American silent film comedies were dominated by sight gags, stunts and comic violence. With the advent of sound, comedies in the 1930s were a riot of runaway heiresses and fast-talking screwballs. It was more than a technological pivot--the first feature-length sound film, The Jazz Singer (1927), changed Hollywood. Lost in the discussion of that transition is the overlap between the two genres. Charlie Chaplin, Buster Keaton and Harold Lloyd kept slapstick alive well into the sound era. Screwball directors like Leo McCarey, Frank Capra and Ernst Lubitsch got their starts in silent comedy. From Chaplin's tramp to the witty repartee of His Girl Friday (1940), this book chronicles the rise of silent comedy and its evolution into screwball--two flavors of the same genre--through the works of Mack Sennett, Roscoe Arbuckle, Harry Langdon and others.

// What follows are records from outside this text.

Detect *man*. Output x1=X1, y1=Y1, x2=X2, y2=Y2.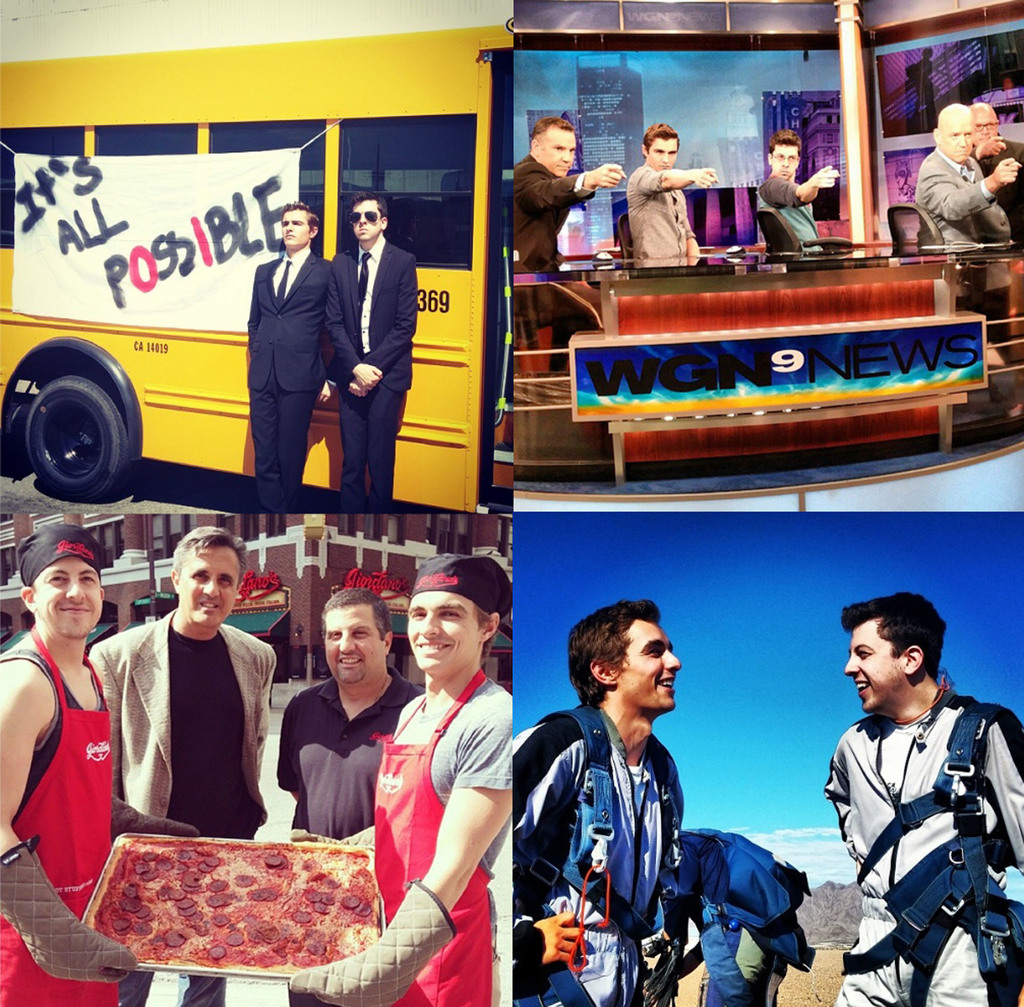
x1=319, y1=190, x2=418, y2=512.
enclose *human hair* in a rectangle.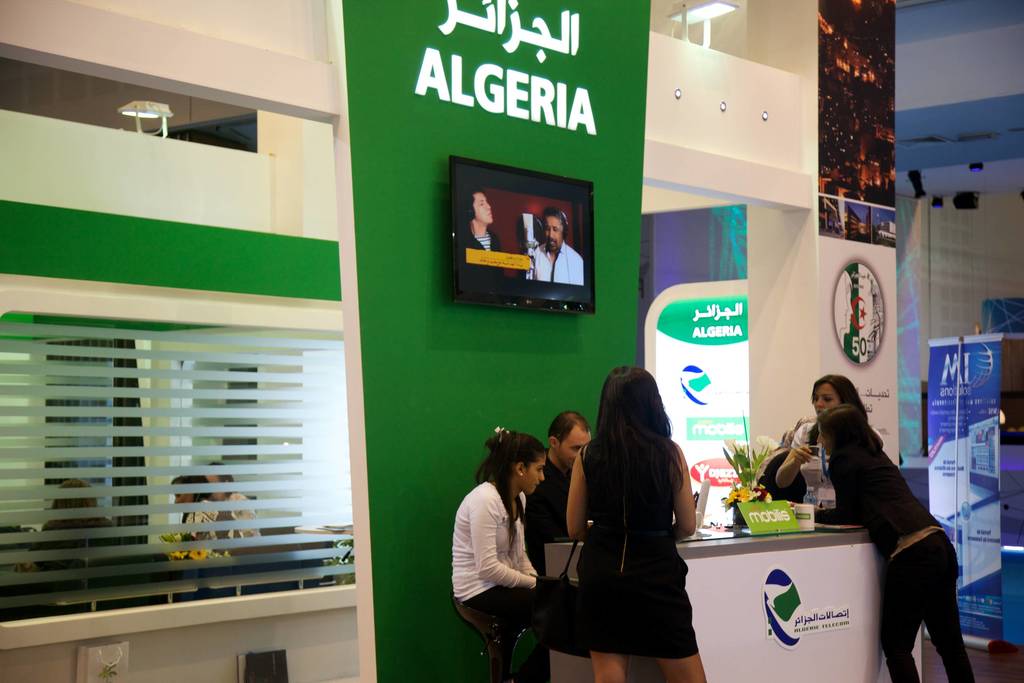
(49,477,103,523).
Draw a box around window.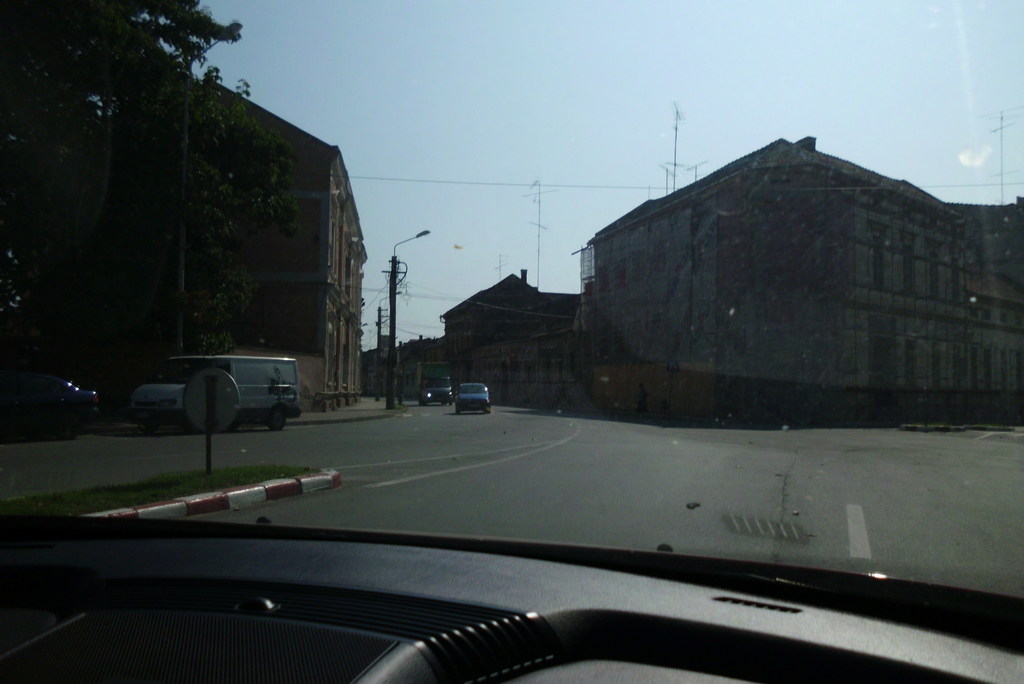
bbox=[0, 0, 1023, 636].
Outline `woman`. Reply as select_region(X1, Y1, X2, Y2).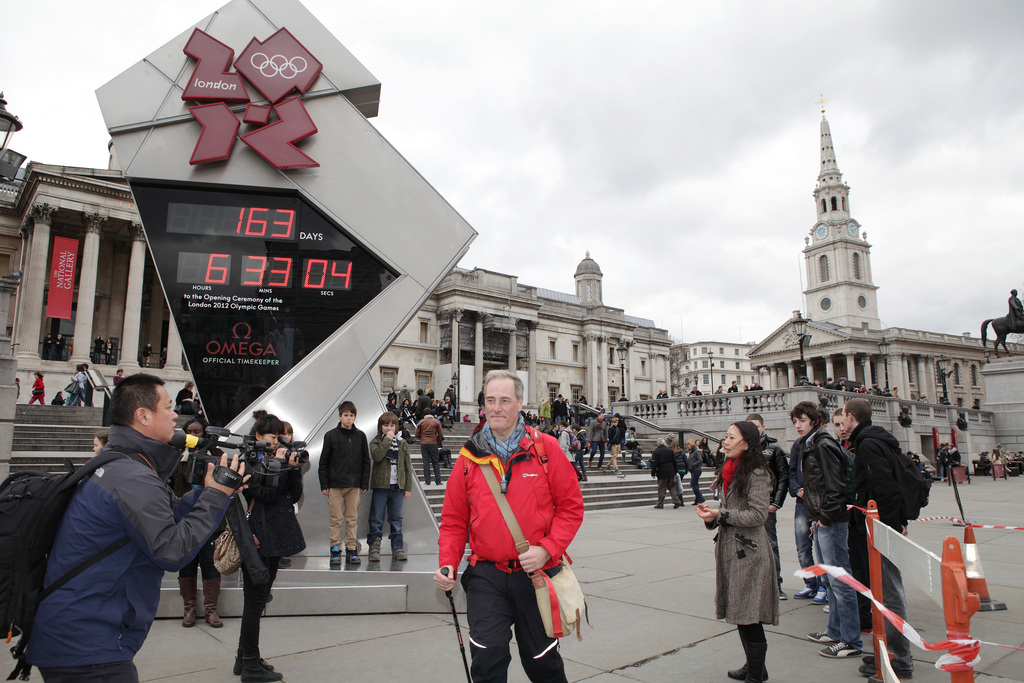
select_region(992, 448, 1004, 464).
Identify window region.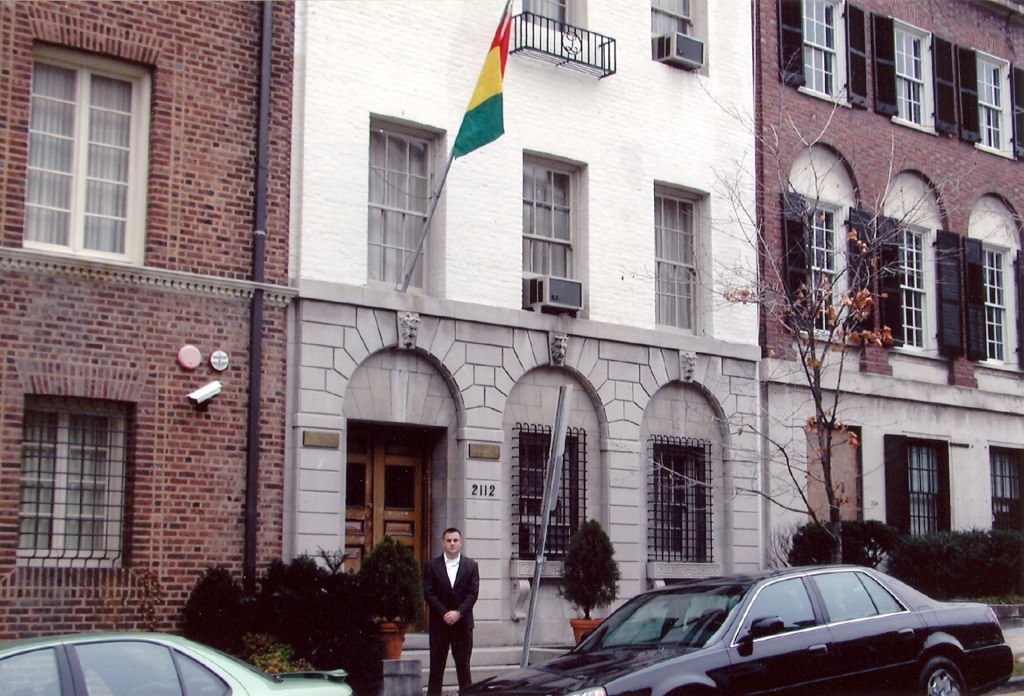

Introduction: The History of the History of Silent Comedy
First Things First, but Not Necessarily in That Order
Buster Keaton vs. the History of Comedy
Why Don’t You Say Something to Help Me?
The Back of Joan Crawford’s Head
Downton Valley, or Ruggles Conquers the West
F. W. Murnau’s Comedy Masterpiece
The Unexpected Comedy Stylings of Alfred Hitchcock
Ernst Lubitsch Forgives Himself
Ginger Rogers, Sad Saks of Fifth Ave.